JoseVillagranE/RepMet

Repository files navigation

RepMet

Content

This repository contain an implementation of few-shot learning neural network called RepMet [1] used for an classification task of particular instances.

Model and Training

RepMet (Representative-based metric learning) is a sub-net architecture for jointly training an embeding space and a set of mixture distributions. This approach falls within the field of Distance Metric Learning (DML) and aims to learn a series of representatives that contain information about an object in an embedding space, which are useful when classifying the object with few-shot learning. Next you may visualize the arhictecture of RepMet:

The neural network architecture correspond an a inception V3 as a Backbone and a MLP network of three layers to code a embedded feature vector.

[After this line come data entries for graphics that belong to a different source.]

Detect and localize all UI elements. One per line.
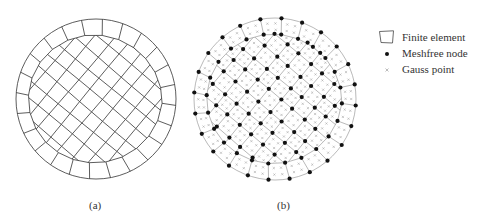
panel-b-caption: (b) — [277, 199, 290, 211]
meshfree-node — [306, 41, 310, 45]
meshfree-node — [300, 95, 304, 99]
meshfree-node — [333, 104, 337, 108]
meshfree-node — [308, 170, 312, 174]
panel-a-caption: (a) — [89, 199, 101, 211]
meshfree-node — [220, 35, 224, 39]
meshfree-node — [313, 127, 317, 131]
meshfree-node — [270, 131, 274, 135]
meshfree-node — [238, 145, 242, 149]
meshfree-node — [340, 101, 344, 105]
meshfree-node — [353, 82, 357, 86]
meshfree-node — [320, 71, 324, 75]
meshfree-node — [192, 90, 196, 94]
meshfree-node — [286, 42, 290, 46]
meshfree-node — [205, 93, 209, 97]
meshfree-node — [222, 69, 226, 73]
meshfree-node — [235, 102, 239, 106]
meshfree-node — [225, 112, 229, 116]
legend-label: Finite element — [402, 31, 465, 43]
meshfree-node — [333, 70, 337, 74]
meshfree-node — [273, 153, 277, 157]
meshfree-node — [296, 51, 300, 55]
meshfree-node — [247, 112, 251, 116]
meshfree-node — [267, 87, 271, 91]
meshfree-node — [206, 51, 210, 55]
meshfree-node — [346, 62, 350, 66]
meshfree-node — [214, 103, 218, 107]
meshfree-node — [327, 134, 331, 138]
meshfree-node — [280, 119, 284, 123]
meshfree-node — [258, 17, 262, 21]
meshfree-node — [227, 136, 231, 140]
meshfree-node — [296, 37, 300, 41]
meshfree-node — [266, 178, 270, 182]
meshfree-node — [289, 86, 293, 90]
panel-b-meshfree-mesh — [150, 0, 410, 219]
meshfree-node — [211, 149, 215, 153]
meshfree-node — [268, 110, 272, 114]
legend-label: Meshfree node — [402, 47, 468, 59]
meshfree-node — [311, 45, 315, 49]
meshfree-node — [298, 75, 302, 79]
meshfree-node — [324, 114, 328, 118]
meshfree-node — [335, 119, 339, 123]
meshfree-node — [283, 141, 287, 145]
meshfree-node — [241, 47, 245, 51]
meshfree-node — [309, 84, 313, 88]
meshfree-node — [252, 56, 256, 60]
meshfree-node — [211, 82, 215, 86]
meshfree-node — [215, 125, 219, 129]
meshfree-node — [300, 21, 304, 25]
legend: Finite element Meshfree node Gauss point — [376, 29, 468, 77]
meshfree-node — [200, 132, 204, 136]
meshfree-node — [279, 97, 283, 101]
meshfree-node — [206, 111, 210, 115]
meshfree-node — [216, 60, 220, 64]
meshfree-node — [245, 90, 249, 94]
meshfree-node — [279, 16, 283, 20]
meshfree-node — [249, 132, 253, 136]
legend-item-meshfree-node: Meshfree node — [376, 45, 468, 61]
legend-item-gauss-point: Gauss point — [376, 61, 468, 77]
meshfree-node — [340, 143, 344, 147]
meshfree-node — [233, 79, 237, 83]
meshfree-node — [243, 67, 247, 71]
meshfree-node — [294, 150, 298, 154]
meshfree-node — [303, 118, 307, 122]
meshfree-node — [259, 121, 263, 125]
legend-label: Gauss point — [402, 63, 454, 75]
meshfree-node — [266, 161, 270, 165]
meshfree-node — [286, 64, 290, 68]
meshfree-node — [325, 159, 329, 163]
meshfree-node — [290, 107, 294, 111]
meshfree-node — [251, 155, 255, 159]
meshfree-node — [193, 112, 197, 116]
meshfree-node — [318, 51, 322, 55]
meshfree-node — [197, 70, 201, 74]
meshfree-node — [299, 156, 303, 160]
meshfree-node — [262, 33, 266, 37]
meshfree-node — [222, 141, 226, 145]
gray-cross-icon — [376, 62, 398, 76]
meshfree-node — [229, 47, 233, 51]
meshfree-node — [283, 161, 287, 165]
meshfree-node — [246, 173, 250, 177]
meshfree-node — [322, 95, 326, 99]
meshfree-node — [276, 76, 280, 80]
meshfree-node — [349, 124, 353, 128]
meshfree-node — [244, 37, 248, 41]
meshfree-node — [288, 177, 292, 181]
meshfree-node — [261, 143, 265, 147]
meshfree-node — [323, 56, 327, 60]
meshfree-node — [256, 78, 260, 82]
quad-element-icon — [376, 30, 398, 44]
meshfree-node — [332, 82, 336, 86]
meshfree-node — [265, 67, 269, 71]
meshfree-node — [263, 44, 267, 48]
meshfree-node — [303, 139, 307, 143]
meshfree-node — [338, 85, 342, 89]
meshfree-node — [238, 123, 242, 127]
meshfree-node — [335, 44, 339, 48]
meshfree-node — [272, 32, 276, 36]
meshfree-node — [232, 58, 236, 62]
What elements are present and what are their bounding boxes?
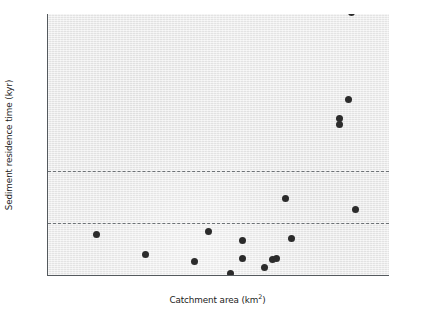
y-axis-minor-tick: [47, 92, 48, 93]
y-axis-tick: [47, 66, 48, 67]
x-axis-tick: [145, 275, 146, 276]
y-axis-minor-tick: [47, 249, 48, 250]
plot-area: 0510152025 1101001,00010,000100,0001,000…: [47, 14, 389, 276]
data-point: [282, 195, 289, 202]
data-point: [93, 231, 100, 238]
x-axis-tick: [48, 275, 49, 276]
x-axis-tick: [340, 275, 341, 276]
y-axis-minor-tick: [47, 145, 48, 146]
scatter-chart-figure: 0510152025 1101001,00010,000100,0001,000…: [0, 0, 425, 312]
data-point: [345, 96, 352, 103]
x-axis-tick: [292, 275, 293, 276]
y-axis-tick: [47, 223, 48, 224]
x-axis-title: Catchment area (km2): [47, 295, 388, 305]
data-point: [239, 237, 246, 244]
data-point: [273, 255, 280, 262]
y-axis-title-text: Sediment residence time (kyr): [4, 79, 14, 210]
upper-reference-line: [48, 171, 389, 172]
y-axis-tick: [47, 118, 48, 119]
data-point: [142, 251, 149, 258]
data-point: [261, 264, 268, 271]
data-point: [348, 14, 355, 16]
lower-reference-line: [48, 223, 389, 224]
x-axis-tick: [97, 275, 98, 276]
y-axis-tick: [47, 275, 48, 276]
data-point: [336, 121, 343, 128]
data-point: [239, 255, 246, 262]
data-point: [191, 258, 198, 265]
y-axis-minor-tick: [47, 197, 48, 198]
x-axis-tick: [243, 275, 244, 276]
y-axis-minor-tick: [47, 40, 48, 41]
x-axis-tick: [194, 275, 195, 276]
y-axis-tick: [47, 14, 48, 15]
data-point: [227, 270, 234, 276]
y-axis-tick: [47, 171, 48, 172]
y-axis-title: Sediment residence time (kyr): [2, 14, 16, 275]
x-axis-title-text: Catchment area (km2): [169, 295, 265, 305]
data-point: [205, 228, 212, 235]
data-point: [352, 206, 359, 213]
data-point: [288, 235, 295, 242]
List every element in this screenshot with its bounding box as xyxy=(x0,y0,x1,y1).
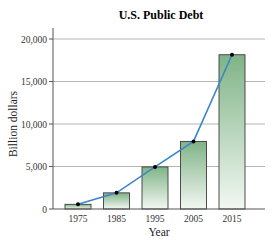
y-tick-label: 15,000 xyxy=(21,77,47,87)
chart-canvas: U.S. Public Debt 05,00010,00015,00020,00… xyxy=(0,0,272,242)
x-tick-label: 2015 xyxy=(223,214,242,224)
x-axis-label: Year xyxy=(148,226,169,238)
y-tick-label: 10,000 xyxy=(21,120,47,130)
bars xyxy=(65,55,245,209)
data-point-marker xyxy=(192,139,196,143)
x-tick-label: 1975 xyxy=(69,214,88,224)
chart-title: U.S. Public Debt xyxy=(119,8,204,22)
data-point-marker xyxy=(76,202,80,206)
data-point-marker xyxy=(115,191,119,195)
y-tick-labels: 05,00010,00015,00020,000 xyxy=(21,35,47,215)
data-point-marker xyxy=(153,165,157,169)
x-tick-label: 1995 xyxy=(146,214,165,224)
y-tick-label: 0 xyxy=(42,205,47,215)
x-tick-label: 2005 xyxy=(184,214,203,224)
bar-2005 xyxy=(181,141,207,209)
data-point-marker xyxy=(230,53,234,57)
y-axis-label: Billion dollars xyxy=(7,90,19,157)
x-tick-label: 1985 xyxy=(107,214,126,224)
x-tick-labels: 19751985199520052015 xyxy=(69,214,242,224)
y-tick-label: 5,000 xyxy=(26,162,48,172)
y-tick-label: 20,000 xyxy=(21,35,47,45)
bar-2015 xyxy=(219,55,245,209)
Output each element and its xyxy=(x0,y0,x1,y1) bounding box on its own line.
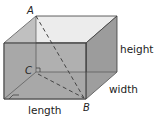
point-label-A: A xyxy=(26,5,34,16)
point-label-C: C xyxy=(25,65,32,76)
dimension-label-height: height xyxy=(120,43,153,55)
dimension-label-length: length xyxy=(28,104,61,116)
rectangular-prism-diagram: A C B height width length xyxy=(0,0,162,118)
point-label-B: B xyxy=(83,102,90,113)
dimension-label-width: width xyxy=(109,83,138,95)
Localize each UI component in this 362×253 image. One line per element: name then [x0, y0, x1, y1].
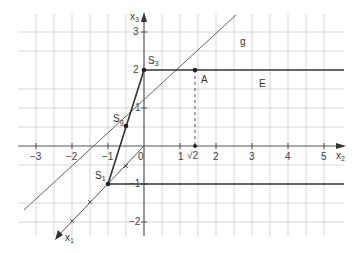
x3-axis-label: x3 — [130, 12, 139, 23]
label-a: A — [201, 75, 208, 85]
label-g: g — [240, 37, 246, 47]
coordinate-diagram — [0, 0, 362, 253]
x2-tick: 3 — [249, 152, 255, 162]
point-s3 — [142, 68, 147, 73]
x2-tick: 2 — [213, 152, 219, 162]
x2-tick: −3 — [30, 152, 41, 162]
x2-tick: 1 — [178, 152, 184, 162]
x2-tick: −1 — [102, 152, 113, 162]
x2-tick: −2 — [66, 152, 77, 162]
x2-arrow-icon — [336, 143, 346, 149]
point-a — [193, 68, 198, 73]
x3-tick: −1 — [129, 179, 140, 189]
label-s3: S3 — [148, 56, 159, 67]
x3-tick: −2 — [129, 217, 140, 227]
x3-arrow-icon — [141, 12, 147, 22]
x2-tick: 4 — [285, 152, 291, 162]
point-s1 — [106, 182, 111, 187]
x2-axis-label: x2 — [336, 151, 345, 162]
x3-tick: 2 — [133, 65, 139, 75]
x3-tick: 1 — [135, 103, 141, 113]
label-sg: Sg — [113, 114, 124, 125]
point-sg — [124, 124, 129, 129]
x2-tick: 0 — [138, 152, 144, 162]
point-sqrt2 — [193, 144, 197, 148]
x2-tick: 5 — [321, 152, 327, 162]
label-s1: S1 — [95, 171, 106, 182]
x2-tick-sqrt2: √2 — [187, 151, 198, 161]
label-e: E — [259, 79, 266, 89]
x3-tick: 3 — [133, 27, 139, 37]
grid — [18, 14, 344, 236]
x1-axis-label: x1 — [65, 233, 74, 244]
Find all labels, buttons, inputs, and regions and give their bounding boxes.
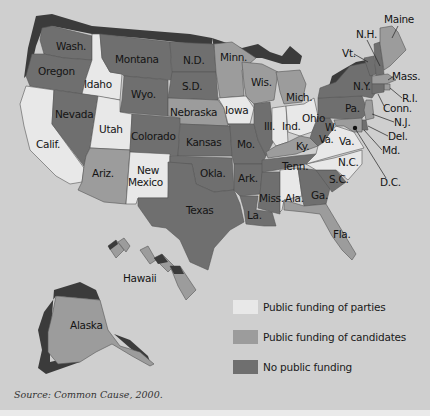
bottom-border <box>0 410 430 416</box>
label-ar: Ark. <box>238 172 258 184</box>
label-ne: Nebraska <box>170 106 217 118</box>
label-nm-1: New <box>137 164 160 176</box>
label-mn: Minn. <box>220 51 247 63</box>
label-ky: Ky. <box>296 140 309 152</box>
label-ga: Ga. <box>311 189 328 201</box>
label-nm-2: Mexico <box>128 176 163 188</box>
label-tx: Texas <box>185 204 214 216</box>
label-wv-1: W. <box>325 122 336 133</box>
legend-label-candidates: Public funding of candidates <box>263 331 406 343</box>
label-la: La. <box>247 209 262 221</box>
state-pa[interactable] <box>318 96 368 120</box>
label-vt: Vt. <box>342 47 356 59</box>
label-ms: Miss. <box>259 192 284 204</box>
legend-swatch-candidates <box>233 330 258 344</box>
dc-marker <box>353 126 357 130</box>
label-az: Ariz. <box>92 167 114 179</box>
label-in: Ind. <box>282 120 301 132</box>
legend-swatch-none <box>233 360 258 374</box>
us-public-funding-map: Wash. Oregon Calif. Idaho Nevada Montana… <box>0 0 430 416</box>
legend-item-parties: Public funding of parties <box>233 292 406 322</box>
label-ks: Kansas <box>186 136 221 148</box>
state-ri[interactable] <box>384 84 390 90</box>
legend-label-parties: Public funding of parties <box>263 301 386 313</box>
label-id: Idaho <box>84 78 112 90</box>
label-sc: S.C. <box>329 173 348 185</box>
label-or: Oregon <box>38 65 75 77</box>
label-de: Del. <box>388 130 408 142</box>
label-hi: Hawaii <box>123 272 156 284</box>
label-al: Ala. <box>285 192 304 204</box>
state-ct[interactable] <box>372 84 384 94</box>
label-ak: Alaska <box>70 319 103 331</box>
label-mo: Mo. <box>237 138 255 150</box>
label-wv-2: Va. <box>319 134 334 145</box>
label-ny: N.Y. <box>353 80 371 92</box>
label-sd: S.D. <box>182 80 202 92</box>
label-ok: Okla. <box>200 167 226 179</box>
label-ma: Mass. <box>392 70 420 82</box>
label-wy: Wyo. <box>131 88 156 100</box>
label-ut: Utah <box>99 123 123 135</box>
label-tn: Tenn. <box>281 160 308 172</box>
label-mt: Montana <box>115 53 159 65</box>
state-de[interactable] <box>362 120 368 130</box>
label-mi: Mich. <box>286 91 312 103</box>
label-nv: Nevada <box>55 108 93 120</box>
label-wi: Wis. <box>251 76 272 88</box>
label-nd: N.D. <box>183 54 204 66</box>
legend-swatch-parties <box>233 300 258 314</box>
label-nh: N.H. <box>356 28 377 40</box>
legend-item-candidates: Public funding of candidates <box>233 322 406 352</box>
legend-item-none: No public funding <box>233 352 406 382</box>
label-md: Md. <box>382 144 400 156</box>
label-nc: N.C. <box>338 156 359 168</box>
label-co: Colorado <box>131 130 176 142</box>
label-pa: Pa. <box>345 102 360 114</box>
label-wa: Wash. <box>56 40 86 52</box>
label-va: Va. <box>339 135 354 147</box>
legend: Public funding of parties Public funding… <box>233 292 406 382</box>
legend-label-none: No public funding <box>263 361 352 373</box>
label-dc: D.C. <box>380 176 401 188</box>
label-il: Ill. <box>264 120 275 132</box>
label-ct: Conn. <box>383 102 412 114</box>
label-ca: Calif. <box>36 138 60 150</box>
label-ia: Iowa <box>225 104 248 116</box>
label-nj: N.J. <box>394 116 410 128</box>
hawaii-islands[interactable] <box>108 238 196 300</box>
label-fl: Fla. <box>333 228 351 240</box>
label-me: Maine <box>384 13 414 25</box>
state-me[interactable] <box>380 26 406 70</box>
state-nj[interactable] <box>364 100 374 120</box>
source-caption: Source: Common Cause, 2000. <box>14 389 163 400</box>
label-oh: Ohio <box>302 112 325 124</box>
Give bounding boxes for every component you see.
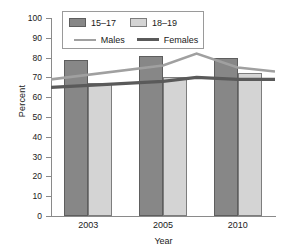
males-line-swatch-icon	[74, 39, 96, 41]
legend-item-18-19: 18–19	[130, 18, 177, 28]
legend-row-lines: Males Females	[63, 32, 205, 47]
y-axis-tick-label: 80	[20, 54, 42, 63]
dark-gray-swatch-icon	[69, 18, 86, 27]
y-axis-tick-label: 0	[20, 212, 42, 221]
legend-row-bars: 15–17 18–19	[63, 15, 205, 30]
legend-label-females: Females	[164, 35, 199, 45]
y-axis-tick-label: 70	[20, 73, 42, 82]
light-gray-swatch-icon	[130, 18, 147, 27]
legend-item-females: Females	[137, 35, 199, 45]
y-axis-tick-label: 40	[20, 133, 42, 142]
males-line	[51, 54, 275, 80]
legend-item-males: Males	[74, 35, 125, 45]
females-line	[51, 77, 275, 87]
x-axis-tick-label-2005: 2005	[133, 220, 193, 230]
legend-item-15-17: 15–17	[69, 18, 116, 28]
females-line-swatch-icon	[137, 38, 159, 41]
x-axis-tick-label-2003: 2003	[58, 220, 118, 230]
legend-label-males: Males	[101, 35, 125, 45]
x-axis-title: Year	[51, 236, 276, 246]
y-axis-tick-label: 50	[20, 113, 42, 122]
chart-legend: 15–17 18–19 Males Females	[62, 11, 204, 49]
y-axis-tick-label: 90	[20, 34, 42, 43]
chart-figure: Percent 0102030405060708090100 200320052…	[0, 0, 286, 252]
y-axis-tick-label: 20	[20, 172, 42, 181]
y-axis-tick-label: 30	[20, 153, 42, 162]
x-axis-line	[51, 216, 276, 217]
legend-label-15-17: 15–17	[91, 18, 116, 28]
legend-label-18-19: 18–19	[152, 18, 177, 28]
y-axis-tick-label: 10	[20, 192, 42, 201]
x-axis-tick-label-2010: 2010	[208, 220, 268, 230]
y-axis-tick-label: 100	[20, 14, 42, 23]
y-axis-tick-label: 60	[20, 93, 42, 102]
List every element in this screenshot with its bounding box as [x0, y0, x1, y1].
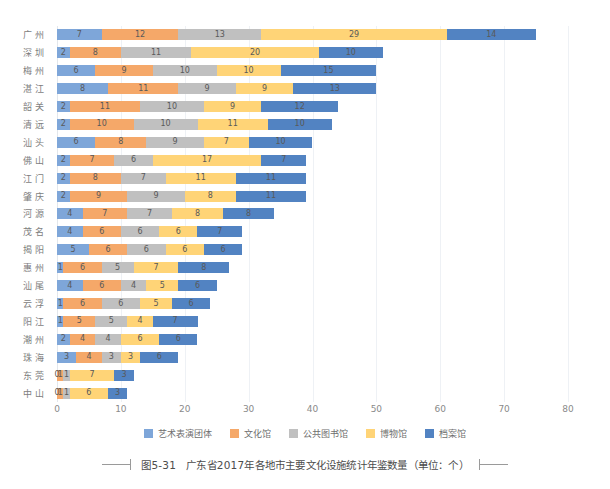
legend-item[interactable]: 文化馆 [230, 427, 271, 440]
bar-value-label: 7 [141, 174, 146, 182]
bar-value-label: 6 [137, 228, 142, 236]
bar-value-label: 10 [244, 67, 254, 75]
bar-segment: 4 [57, 226, 83, 237]
stacked-bar: 01163 [57, 388, 127, 399]
bar-segment: 10 [268, 119, 332, 130]
bar-row: 21110912 [57, 98, 568, 116]
bar-value-label: 7 [102, 210, 107, 218]
bar-segment: 10 [140, 101, 204, 112]
bar-segment: 1 [63, 370, 69, 381]
bar-value-label: 9 [122, 67, 127, 75]
x-axis-tick-label: 50 [371, 404, 382, 414]
bar-value-label: 4 [67, 228, 72, 236]
bar-segment: 8 [95, 137, 146, 148]
stacked-bar: 689710 [57, 137, 312, 148]
bar-value-label: 3 [121, 371, 126, 379]
bar-segment: 3 [114, 370, 133, 381]
bar-segment: 6 [204, 244, 242, 255]
bar-value-label: 12 [135, 31, 145, 39]
bar-segment: 10 [249, 137, 313, 148]
legend-label: 文化馆 [244, 427, 271, 440]
bar-value-label: 6 [74, 67, 79, 75]
bar-segment: 5 [146, 280, 178, 291]
bar-segment: 6 [127, 244, 165, 255]
stacked-bar: 16656 [57, 298, 210, 309]
bar-row: 46456 [57, 277, 568, 295]
bar-value-label: 6 [106, 246, 111, 254]
bar-value-label: 6 [131, 156, 136, 164]
bar-value-label: 10 [275, 138, 285, 146]
bar-segment: 7 [70, 155, 115, 166]
bar-segment: 9 [127, 191, 184, 202]
legend-item[interactable]: 博物馆 [366, 427, 407, 440]
bar-value-label: 7 [153, 264, 158, 272]
bar-value-label: 7 [90, 371, 95, 379]
bar-segment: 6 [63, 262, 101, 273]
bar-value-label: 4 [67, 282, 72, 290]
x-axis-tick-label: 70 [498, 404, 509, 414]
bar-value-label: 7 [224, 138, 229, 146]
bar-value-label: 9 [96, 192, 101, 200]
stacked-bar: 46456 [57, 280, 217, 291]
bar-value-label: 4 [131, 282, 136, 290]
bar-value-label: 6 [176, 335, 181, 343]
bar-value-label: 1 [58, 389, 63, 397]
legend-item[interactable]: 档案馆 [425, 427, 466, 440]
bar-segment: 29 [261, 29, 446, 40]
bar-segment: 7 [121, 173, 166, 184]
bar-value-label: 8 [80, 85, 85, 93]
bar-segment: 7 [261, 155, 306, 166]
bar-value-label: 29 [349, 31, 359, 39]
bar-segment: 11 [70, 101, 140, 112]
bar-segment: 2 [57, 155, 70, 166]
y-axis-label: 湛江 [23, 80, 44, 98]
bar-row: 15547 [57, 312, 568, 330]
y-axis-label: 韶关 [23, 98, 44, 116]
caption-row: 图5-31 广东省2017年各地市主要文化设施统计年鉴数量（单位：个） [0, 452, 610, 476]
stacked-bar: 16578 [57, 262, 229, 273]
bar-value-label: 4 [137, 317, 142, 325]
bar-value-label: 6 [220, 246, 225, 254]
bar-segment: 13 [293, 83, 376, 94]
legend-item[interactable]: 艺术表演团体 [144, 427, 212, 440]
x-axis-tick-label: 30 [243, 404, 254, 414]
bar-value-label: 10 [180, 67, 190, 75]
bar-segment: 11 [198, 119, 268, 130]
bar-segment: 7 [127, 208, 172, 219]
bar-segment: 6 [121, 334, 159, 345]
bar-segment: 9 [146, 137, 203, 148]
bar-segment: 8 [70, 173, 121, 184]
bar-value-label: 7 [90, 156, 95, 164]
bar-segment: 11 [108, 83, 178, 94]
bar-segment: 10 [217, 65, 281, 76]
bar-value-label: 5 [153, 300, 158, 308]
bar-segment: 6 [159, 334, 197, 345]
bar-segment: 9 [178, 83, 235, 94]
bar-segment: 6 [166, 244, 204, 255]
bar-value-label: 2 [61, 192, 66, 200]
bar-segment: 10 [319, 47, 383, 58]
bar-value-label: 8 [93, 174, 98, 182]
y-axis-label: 佛山 [23, 151, 44, 169]
stacked-bar: 276177 [57, 155, 306, 166]
y-axis-label: 深圳 [23, 44, 44, 62]
x-axis-tick-label: 60 [435, 404, 446, 414]
bar-segment: 20 [191, 47, 319, 58]
bar-segment: 12 [102, 29, 179, 40]
stacked-bar: 34336 [57, 352, 178, 363]
bar-segment: 11 [236, 173, 306, 184]
bar-row: 01163 [57, 384, 568, 402]
bar-value-label: 6 [144, 246, 149, 254]
bar-value-label: 6 [157, 353, 162, 361]
bar-segment: 3 [57, 352, 76, 363]
chart-legend: 艺术表演团体文化馆公共图书馆博物馆档案馆 [0, 424, 610, 442]
bar-segment: 4 [70, 334, 96, 345]
bar-value-label: 3 [64, 353, 69, 361]
legend-swatch-icon [425, 429, 434, 438]
bar-value-label: 9 [205, 85, 210, 93]
bar-value-label: 20 [250, 49, 260, 57]
bar-segment: 2 [57, 101, 70, 112]
legend-item[interactable]: 公共图书馆 [289, 427, 348, 440]
stacked-bar: 01173 [57, 370, 134, 381]
bar-value-label: 6 [118, 300, 123, 308]
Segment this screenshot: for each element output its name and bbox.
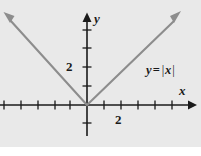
equation-variable: x <box>165 63 172 77</box>
graph-canvas <box>0 0 201 156</box>
absolute-value-graph-figure: 2 2 y x y=|x| <box>0 0 201 156</box>
equation-abs-bar-close: | <box>172 63 176 77</box>
y-axis-label: y <box>94 12 100 25</box>
equation-lhs: y <box>146 63 152 77</box>
x-axis-tick-label-2: 2 <box>115 113 122 126</box>
y-axis-tick-label-2: 2 <box>66 60 73 73</box>
y-axis-arrowhead-icon <box>83 13 92 23</box>
curve-left-arrowhead-icon <box>4 12 15 23</box>
x-axis-arrowhead-icon <box>188 101 197 110</box>
equation-equals-sign: = <box>152 63 161 77</box>
curve-right-arrowhead-icon <box>170 11 181 23</box>
equation-annotation: y=|x| <box>146 64 175 77</box>
x-axis-label: x <box>179 84 186 97</box>
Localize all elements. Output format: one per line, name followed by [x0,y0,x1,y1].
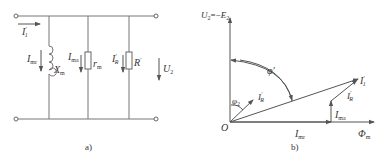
i1-label: I′1 [359,75,366,87]
rm-label: rm [93,58,102,70]
phasor-diagram: U2=−E2 Φm O I′1 I′R Imr Ima I′R φ′ φ2 b) [201,10,374,152]
ima-label: Ima [67,51,79,63]
imr-label: Imr [26,53,37,65]
terminal-bottom-right [154,117,158,121]
terminal-bottom-left [14,117,18,121]
origin-label: O [221,122,228,133]
equivalent-circuit: I′1 Imr Xm Ima rm I′R R′ U2 a) [14,14,173,152]
terminal-top-left [14,14,18,18]
terminal-top-right [154,14,158,18]
resistor-r-prime-icon [126,52,132,69]
caption-b: b) [291,142,299,152]
phi-prime-arc-return [240,60,292,100]
u2-label: U2 [163,63,173,75]
ir-origin-label: I′R [257,91,264,103]
imr-phasor-label: Imr [294,128,305,140]
input-current-label: I′1 [21,26,28,38]
caption-a: a) [85,142,92,152]
figure: I′1 Imr Xm Ima rm I′R R′ U2 a) U2=−E2 Φ [0,0,389,161]
vertical-axis-label: U2=−E2 [201,10,229,21]
phi2-label: φ2 [232,96,240,107]
ir-tip-label: I′R [346,90,353,102]
ima-phasor-label: Ima [334,109,346,121]
r-prime-label: R′ [133,57,142,68]
phi-m-label: Φm [358,128,371,140]
ir-label: I′R [111,53,119,65]
resistor-rm-icon [85,52,91,69]
phi-prime-label: φ′ [267,65,276,76]
xm-label: Xm [53,64,65,76]
ir-tip-vector [331,80,357,101]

The training regime consider a N-way K-shot training procedure, where N is the number of classes of each training episode and K means the number of instances of each class for each training episode.

Dataset

The datasets used in this project were: Stanford-Dogs[2] and LaSOT [3]. Both used for few-shot learning or fine-grained image categorization. The first contains 120 breeds of dogs and it's possible to download it from here. An example of this dataset is shown below:

The second dataset contains several videos of different objects, which are categorized in different classes. Specifically, contains object like bottle, cup, rubicCube, some animals and many more. You can get this data from here. An example of this dataset is shown below:

Results

As a first result, the accuracy and the loss function of the classification task of the StanfordDogs dataset are shown:

Second, the accuracy on the LaSOT dataset with and without rotation is shown:

And the respective confusion matrix:

Reference

[1] Karlinsky, L.; Shtok, J.; Harary, S.; Schwartz, E.; Aides, A.; Feris, R.; Giryes, R.; and Bronstein, A. M. 2019. RepMet: Representative-based metric learning for classification and one-shot object detection. CVPR 5197–5206. URL: http://arxiv.org/abs/1806.04728.

[2] Aditya Khosla, Nityananda Jayadevaprakash, Bangpeng Yao and Li Fei-Fei. Novel dataset for Fine-Grained Image Categorization. First Workshop on Fine-Grained Visual Categorization (FGVC), IEEE Conference on Computer Vision and Pattern Recognition (CVPR), 2011.

[3] H. Fan et al., LaSOT: A High-Quality Benchmark for Large-Scale Single Object Tracking,2019 IEEE/CVF Conference on Computer Vision and Pattern Recognition (CVPR), Long Beach, CA, USA, 2019, pp. 5369-5378, doi: 10.1109/CVPR.2019.00552.